Seven strong claims about successful school leadership by Kenneth Leithwood, Christopher Day, Pam Sammons, Alma Harris and David Hopkins

This is a summary of the key findings of a review of literature undertaken by the authors as a point of departure for a large-scale empirical study organised around what we refer to as ‘strong claims’ about successful school leadership.

1. School leadership is second only to classroom teaching as an influence on pupil learning.

  • Leadership acts as a catalyst without which other good things are quite unlikely to happen.

2. Almost all successful leaders draw on the same repertoire of basic leadership practices.

  • The basic assumptions underlying the claim are that (a) the central task for leadership is to help improve employee performance; and (b) such performance is a function of employees’ beliefs, values, motivations, skills and knowledge and the conditions in which they work. Successful school leadership, therefore, will include practices helpful in addressing each of these inner and observable dimensions of performance – particularly in relation to teachers, whose performance is central to what pupils learn.
  • Four sets of leadership qualities and practices in different contexts;
    • Building vision and setting directions
    • Understanding and developing people.
    • Redesigning the organisation.
    • Managing the teaching and learning programme.
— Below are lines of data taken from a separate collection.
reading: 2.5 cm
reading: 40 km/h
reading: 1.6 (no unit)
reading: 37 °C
3. The ways in which leaders apply these basic leadership practices – not the practices themselves – demonstrate responsiveness to, rather than dictation by, the contexts in which they work.

4. School leaders improve teaching and learning indirectly and most powerfully through their influence on staff motivation, commitment and working conditions.
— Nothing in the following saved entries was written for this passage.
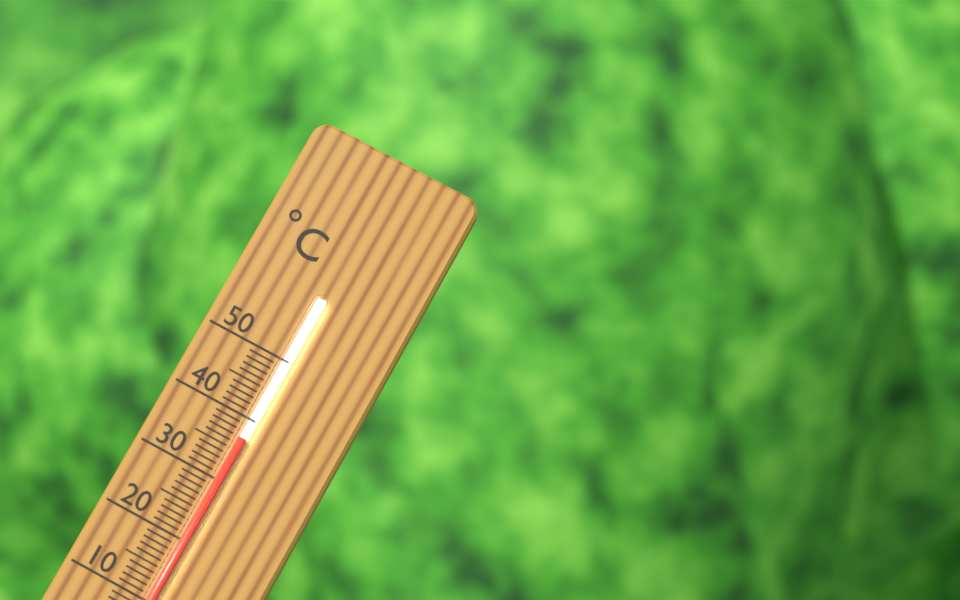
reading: 37 °C
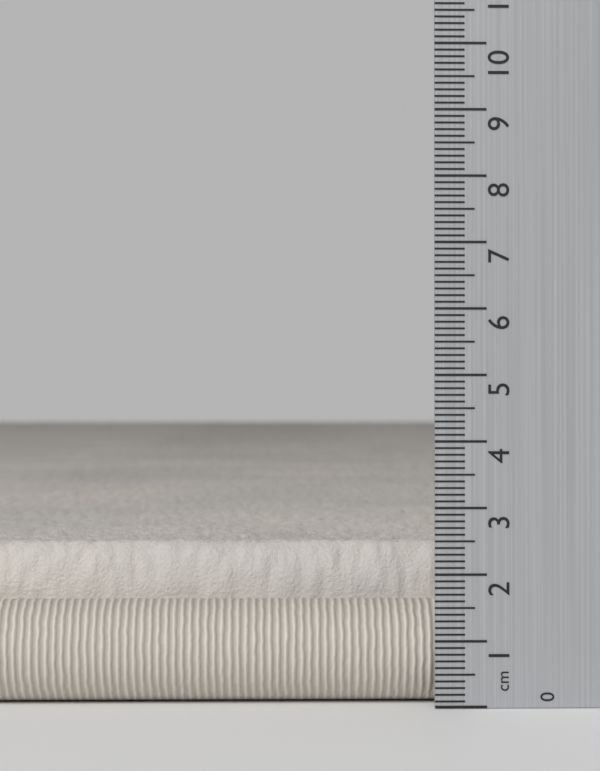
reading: 2.4 cm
  • Our review suggested that, while school leaders made modest direct contributions to staff capacities, they had quite strong and positive influences on staff members’ motivations, commitments and beliefs about the supportiveness of their working conditions

5. School leadership has a greater influence on schools and students when it is widely distributed.

6. Some patterns of distribution are more effective than others.
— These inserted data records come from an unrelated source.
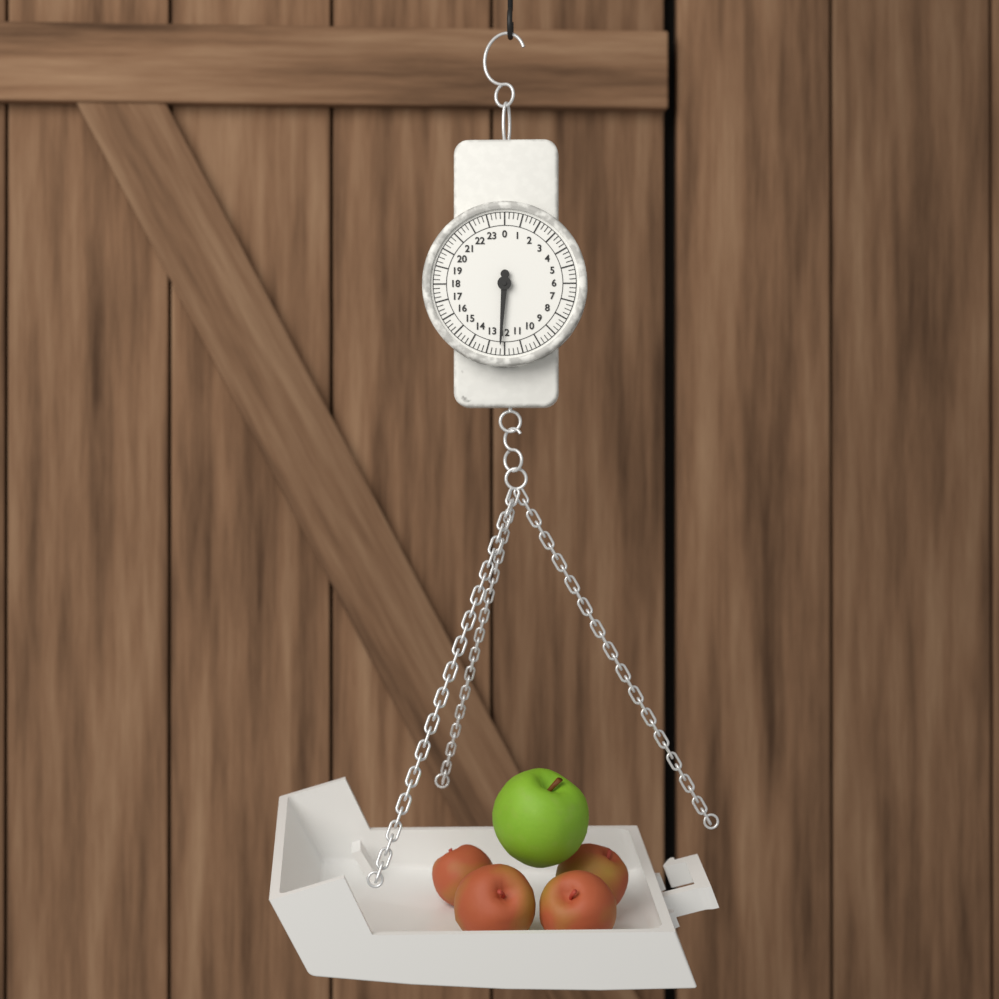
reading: 12.25 (no unit)
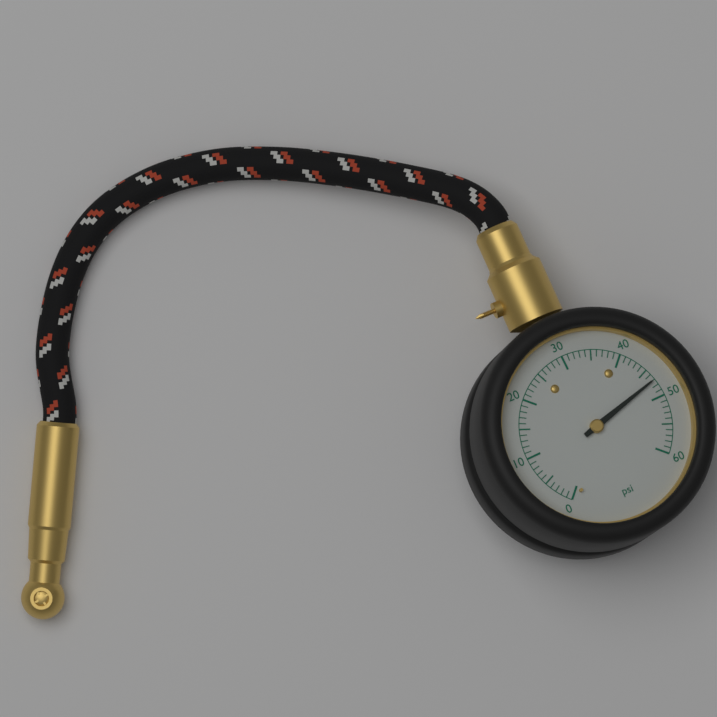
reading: 47 psi
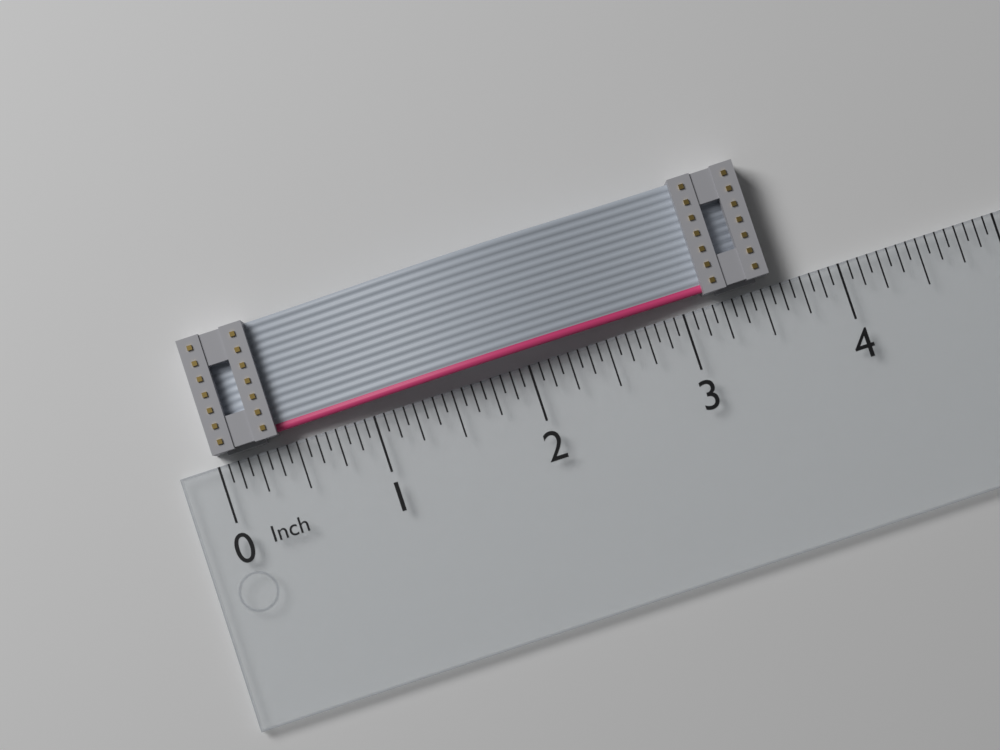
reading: 3.5625 in
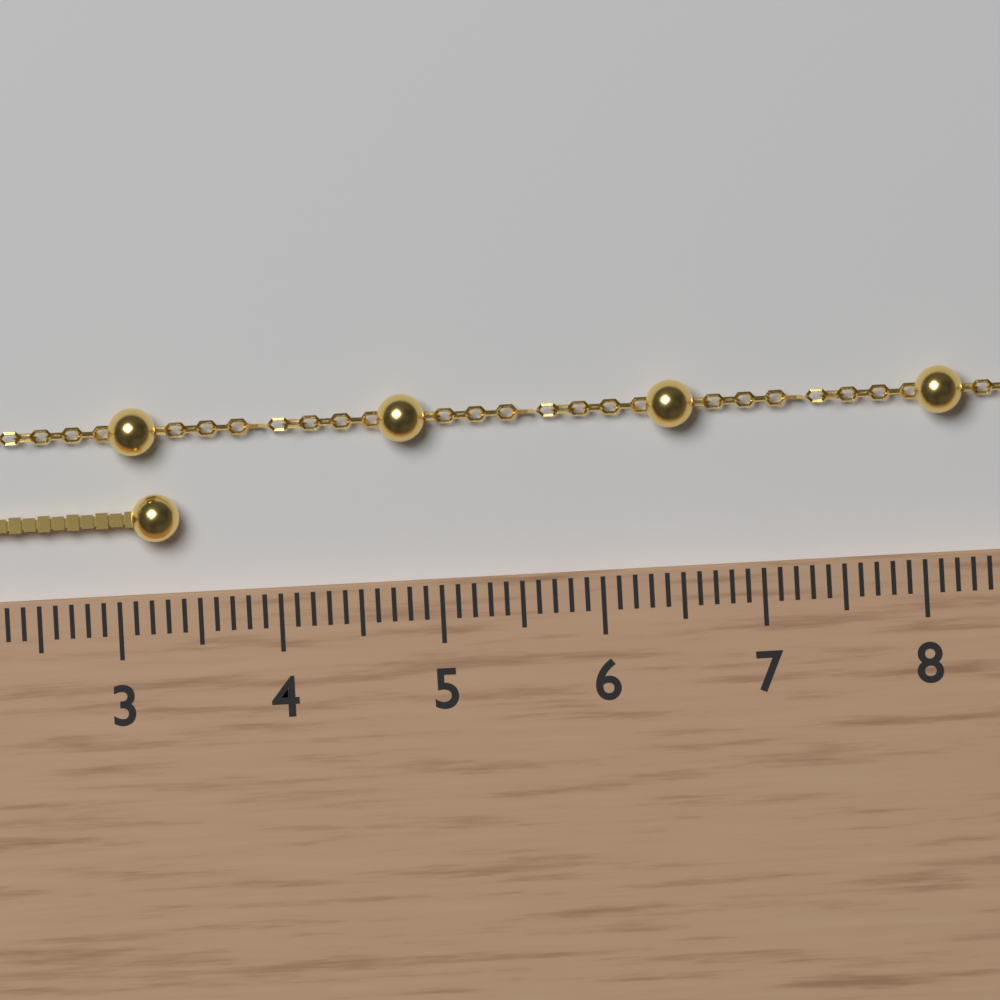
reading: 3.4 cm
  • A recent report on evidence from private sector organisations begins to support the sensible assertion that more co-ordinated patterns of leadership practice are associated with more beneficial organisational outcomes. No comparable evidence has
  • yet been reported in schools.

7. A small handful of personal traits explains a high proportion of the variation in leadership effectiveness.

  • The most successful school leaders are open-minded and ready to learn from others. They are also flexible rather than dogmatic in their thinking within a system of core values, persistent (eg in pursuit of high expectations of staff motivation, commitment, learning and achievement for all), resilient and optimistic.